Spring arrives as a time of awakening and release. Energy begins to move forward, inviting new life, fresh ideas, and possibility. It’s a season of letting go of what no longer serves us, and opening ourselves to change. Spring is the season of reinvention. I can already feel the spark of release and new possibilities opening up inside. An important part of this season, is the willingness to put down that which no longer serves you, and to claim your longing for yourself in a bigger way.


Summer brings long days of activity, creation, and harvesting. This is a season of memory-making, visibility, and abundance. We are actively engaged with the world, taking creative risks, and living in the vulnerability of new endeavours. Summer is where growth and work lives. Summer is the season of growing, learning, thriving.
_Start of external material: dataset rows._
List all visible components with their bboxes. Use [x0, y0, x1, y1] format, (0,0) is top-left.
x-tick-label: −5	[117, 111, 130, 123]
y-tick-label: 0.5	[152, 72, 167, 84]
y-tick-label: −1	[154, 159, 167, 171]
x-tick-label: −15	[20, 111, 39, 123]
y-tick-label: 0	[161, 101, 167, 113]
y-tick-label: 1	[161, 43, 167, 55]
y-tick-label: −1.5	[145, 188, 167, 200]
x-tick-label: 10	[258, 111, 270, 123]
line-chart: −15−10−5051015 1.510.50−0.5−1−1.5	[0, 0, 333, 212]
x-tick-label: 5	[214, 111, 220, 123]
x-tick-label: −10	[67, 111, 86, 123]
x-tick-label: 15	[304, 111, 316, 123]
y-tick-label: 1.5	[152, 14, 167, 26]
It’s were everything we long for gets created.


Fall invites us to slow down again, turning toward reflection and intentional planning. It’s a season of transition, a time to reflect on what we’ve created, to review, and decide which projects will carry forward, and which seeds to plant for the coming cycle. It’s a time of intentional choice around what needs to be completed now, and what will be retained to continue growing when Spring comes again.


I want to invite you to consider for a moment what season of life you find yourself in right now? Not where you want to be. Where you actually are? Why is it important to be honest about that? Well, simply because we can only start where we are. If we try to make ourselves be anywhere else than where we actually are, it takes longer to move forward, and asks more energy from us than we might have available to give.


So, dear reader, if you are reading this at the start of the new year, and feeling the urge to be in Spring or Summer, while recognizing that you actually find yourself in Fall or Winter, stop. Can you tell yourself the truth in THIS moment? Notice what happens inside when you do admit – even if only to yourself – what season you are actually in. What’s different?


Once you have told yourself the truth, I want to invite you to identify the biggest gifts of the season you find yourself in, and identify the challenges you see with being in this season. I want to point out that even Summer and Spring have their own unique challenges, so don’t make the mistake of thinking that one season is better than another.


I recently invited a client to watch the animated film, Orion and the Dark, because it addresses the culture we live in which values productivity and busyness over play, rest and reflection. We think we would love it if it were Summer all the time. And when you slow down to consider it – really consider it – there is a very real possibility that you might get bored of it, or get tired of having to be on all the time, with no opportunity to slow down, stop, rest, recover, play, or reflect.


Every season of life brings with it its gifts and its challenges. When we choose to meet reality as it is, we don’t have to expend so much energy trying to resist it, and we can simply get on with the work of being a human, and being alive in this world at this time.